Sunday, May 12, 2013

Graduation Sunday - May 12, 2013 - Acts 16:16-34

First of all, I would like to congratulate you graduates.  Many years ago, when you were quite small, you began something.  Back then, as five year olds, you had imaginations that ran wild and created all kinds of improbable scenarios.  “Look Mom!  This cardboard box that I’m sitting in is actually a spaceship!”  But for all that imagination you would not have been able to imagine today.  Nor would you have been able to imagine these intervening years, full of your particular accomplishments...... and also some things you would change if you could.  There was no way to know what would happen.  It took the living of those years to find out the future.

Have you contemplated your freedom?  I don’t mean to put words in your mouth or attribute thoughts to you that are not your own, but many people at about this time in life are excited at the prospect of freedom.  Freedom from the discipline of parents.  Freedom from the schedule the past 12 years have imposed on you, August through May, day in, day out.  Have you caught yourself thinking like that?

If you have, and I don’t presume that you have, so take it for what it’s worth, you might be disappointed by the freedom that is in store for you.  As you move forward, you will need to work harder.  Work and school will impose more on you, not less.  And the discipline that your parents provided for you might start seeming more like a helpful structure that organized your lives.


That is not to say that there is not freedom to be had.  And this is where I’d like to turn to our lesson for today.  For the lesson from Acts is about freedom.  Paul and Silas have crossed over into Europe from Asia, they are in a town called Phillipi.  They have already met with some success in spreading the gospel, converting a rich woman named Lydia who then offered them a place to stay as they preached in the town. 

As they continued to go about the town preaching, they met a slave-girl who was possessed by a spirit of divination.  She brought her owners a great deal of money by fortune telling.  And she pesters them; it seems this spirit that was in her compelled her to testify about Paul and Silas.  Interestingly she says, “These men are slaves of the Most High God, who proclaim to you a way of salvation.”

So as our story begins, we actually have all kinds of language that has to do with slavery, not freedom.  The girl does not own herself, she is owned by others.  She does not control her own mind, but is enslaved by a spirit.  And Paul and Silas are slaves of the Most High God.

Well, Paul gets annoyed by this noise coming from this spirit through the girl, so he casts it out.  The girl is set free!  That is what you would expect.  But instead of seeing freedom, instead we see anger from the girl’s owners.  They are so angry, in fact, that they drag Paul and Silas before the town’s judges and stir up the crowd against them.  The crowd attacks them.  The judges have them beaten.  They are tossed into jail and have leg irons put on them.  Our expectations have been turned on their heads.  Instead of more freedom, there seems to be less of it.

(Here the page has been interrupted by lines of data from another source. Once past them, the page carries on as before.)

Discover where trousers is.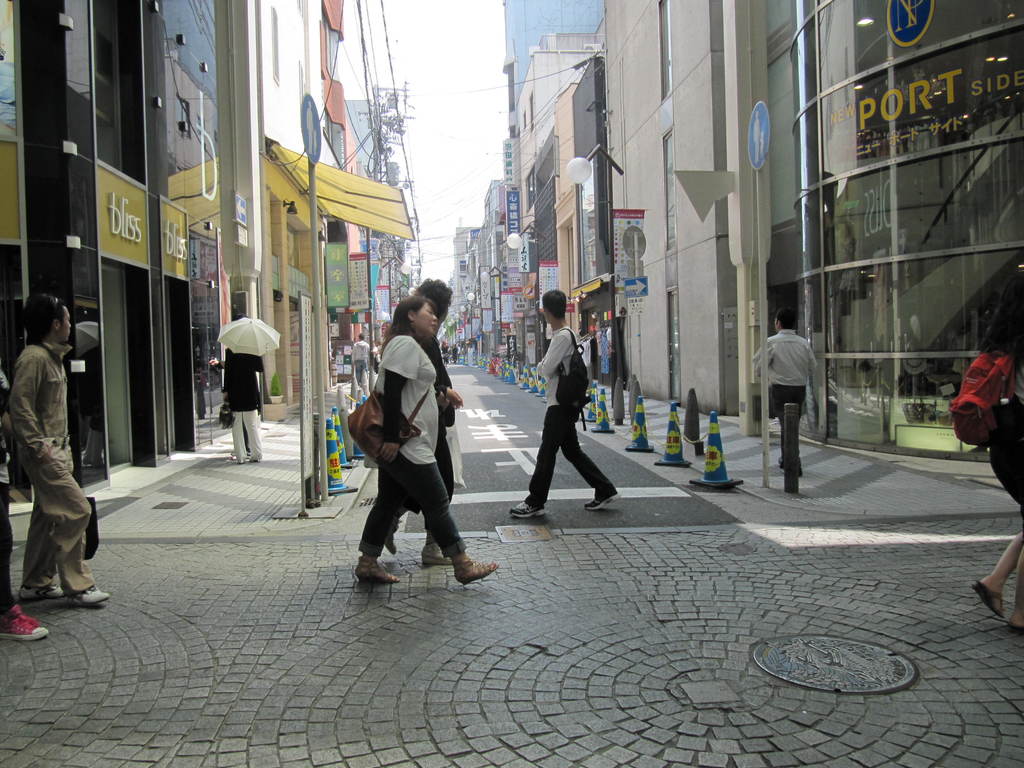
Discovered at pyautogui.locateOnScreen(361, 441, 459, 565).
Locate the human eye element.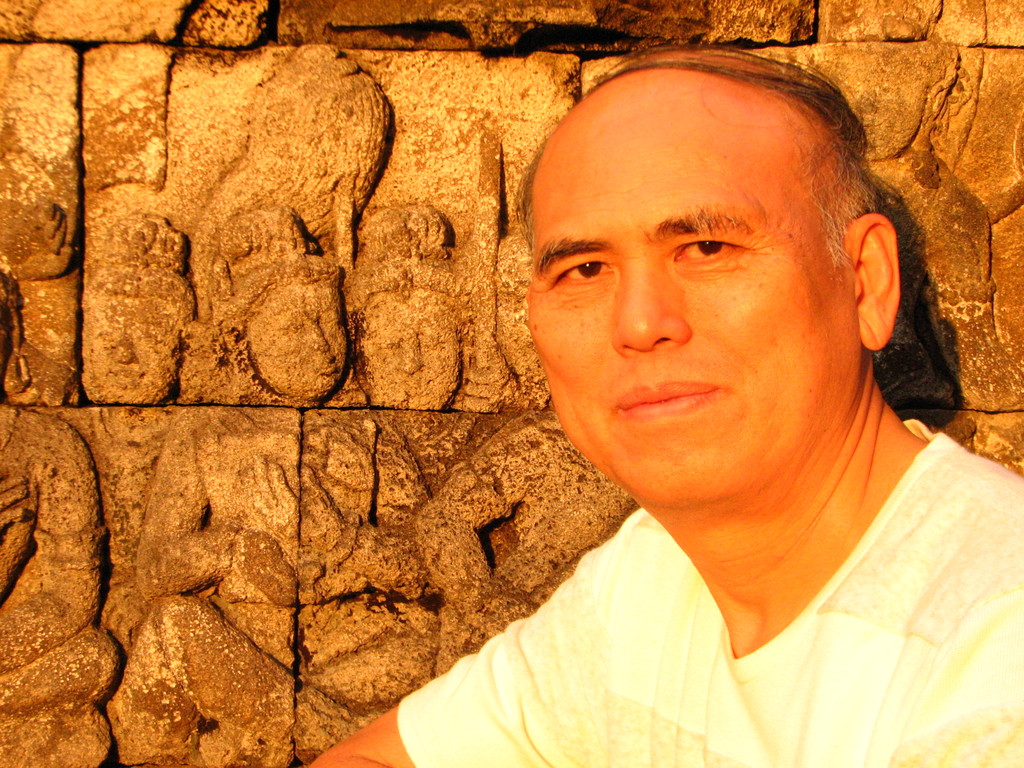
Element bbox: 550/253/621/295.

Then, as they sit in the jail, their freedom taken away from them, Paul and Silas begin to pray and to sing hymns to God.  And an earthquake rumbled and shook, the foundations of their prison trembled, and they were set free!  This is more like it. 

When the jailer awoke and found the doors open he was going to kill himself for having failed to fulfill his duty, but Paul stops him, assuring him that they and all the prisoners are still there.  He doesn’t need to fear.  Now this is curious.  Instead of obtaining their freedom, Paul and Silas stay put in the jail.

At what point in this story are Paul and Silas free?  They are free the whole time.  What kind of freedom is it?  They have the freedom of Christ. 

{off the cuff}

What is this freedom that we have in Christ?
It is not the freedom to get out of jail free.
It is not the freedom that means nobody will exert their power over us.
It is not the freedom from hardship or obstacles.


It is the freedom from death, the Devil and our sinful selves. 
It is the freedom to give thanks in all circumstances knowing that God is Lord over all and that we are in his care.
           


As you live into your futures, you might be less free than you expect.  School and work and relationships will impose on you in all kinds of ways.  But the freedom of Christ is available to you in all circumstances.  You access this freedom by giving thanks.  By praising God.  By trusting.